Three Easy Steps to Turn Data into Actionable Customer Insights

Understanding customer preferences is critical to improving the customer experience, which, in turn, leads to improved marketing performance. Fortunately, there is an abundance of customer preference data.

Across both marketing and sales promotion tactics, we know when customers engage, with what content, for how long and actions taken after the engagement.

The question is: How do we turn this data into actionable customer insights that drive better marketing.

To develop customer data analytics, pharmaceutical companies should focus on three key areas:

1. Capture and integrate data at the customer level.

Almost all promotion channels, especially digital channels, generate customer engagement data.  The key is to develop the appropriate procedures to capture the data across each tactic and ensure that it can be linked across tactics. Appropriate tagging of promotion assets and content will accelerate this process.

2. Transition from a “tactics-based” to a “customer-based” analytics approach.

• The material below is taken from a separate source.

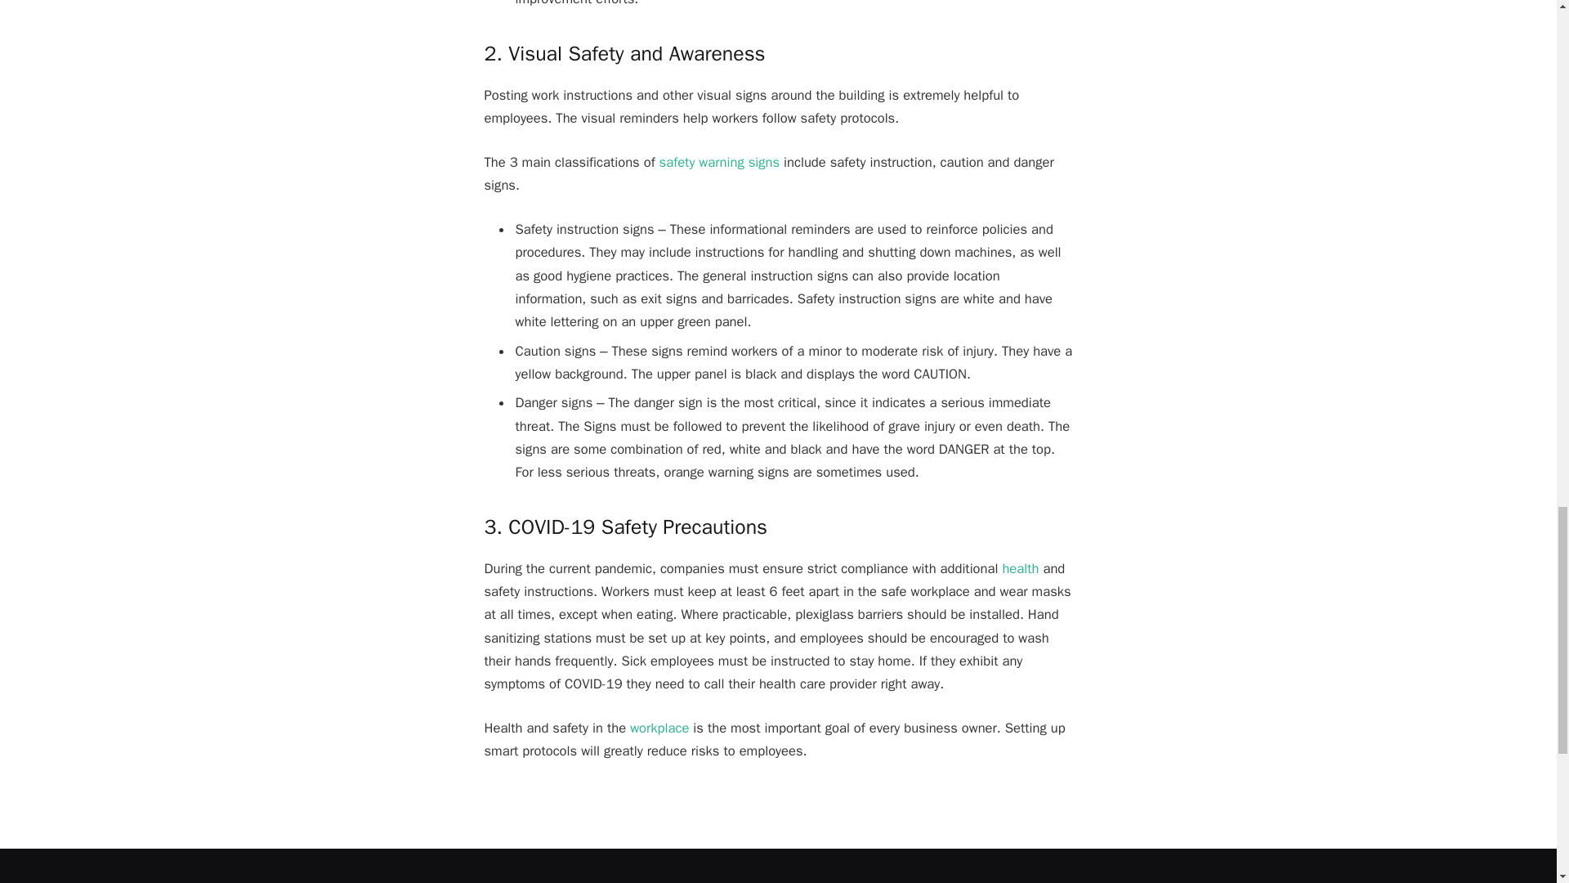 The image size is (1569, 883). Describe the element at coordinates (1020, 568) in the screenshot. I see `health` at that location.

Customer-based analytics models use linked engagement data and provide insight into customer behavioral preferences across tactics and content over time. Traditional, tactic-based models can only provide insight into the performance of a single promotion tactic.

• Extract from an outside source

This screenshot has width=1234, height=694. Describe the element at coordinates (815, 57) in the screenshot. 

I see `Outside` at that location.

3. It’s about customer strategy, not tactic strategy.

With this knowledge, it is now possible to develop and deploy a customer promotion strategy, not a tactic promotion strategy. The customer promotion strategy “pulls through” insights from customer analytics to optimize both content and channel over a six- to 12-month promotion period at the micro-segment level.

So, what does a customer promotion strategy look like and how does it differ from traditional silo’d tactic planning? The following graphic shows the difference:

ZS_Customer-Data-Analytics

Traditional silo’d tactic planning isolates each channel and uses historical data to optimize the channel frequency. In the example above, optimal sales force frequency is determined to be 48 details per year for the high-value segment. Independently, optimal email frequency is determined to be 25 for the high-value segment. This process is used to determine frequency for all tactics across the high-, medium- and low-value segments. Importantly, there is nothing in this approach to determine when each tactic will be delivered to market, and in what sequence.

In contrast, customer promotion strategies start with understanding channel and content preferences across customer segments. Based upon these preferences, the three-step approach described earlier is used to optimize the customer journey over time and designed to deliver a customer experience tailored to the customer’s preferences. Therefore, deciding when each tactic is delivered and in what sequence is tremendously important for customer promotion strategies.

The key question is: Does this new approach work? Our data has shown that customer promotion strategies deliver engagement rates two to seven times higher than tactic promotion strategies. Likewise, we see return on investment improvements two to nine times higher using customer promotion strategies compared to tactic promotion strategies. Customer analytics drives better marketing, and it’s exciting to see the pharmaceutical industry deliver better customer outcomes because of these analytics.

  • Pete Mehr, PhD

    Pete Mehr, PhD is a ZS principal based in Princeton, NJ and leads the firm’s Customer-Centric Marketing (CCM) practice. Pete has worked with leading companies across industries in developing and deploying CCM solutions. He earned his PhD in economics from Rutgers University.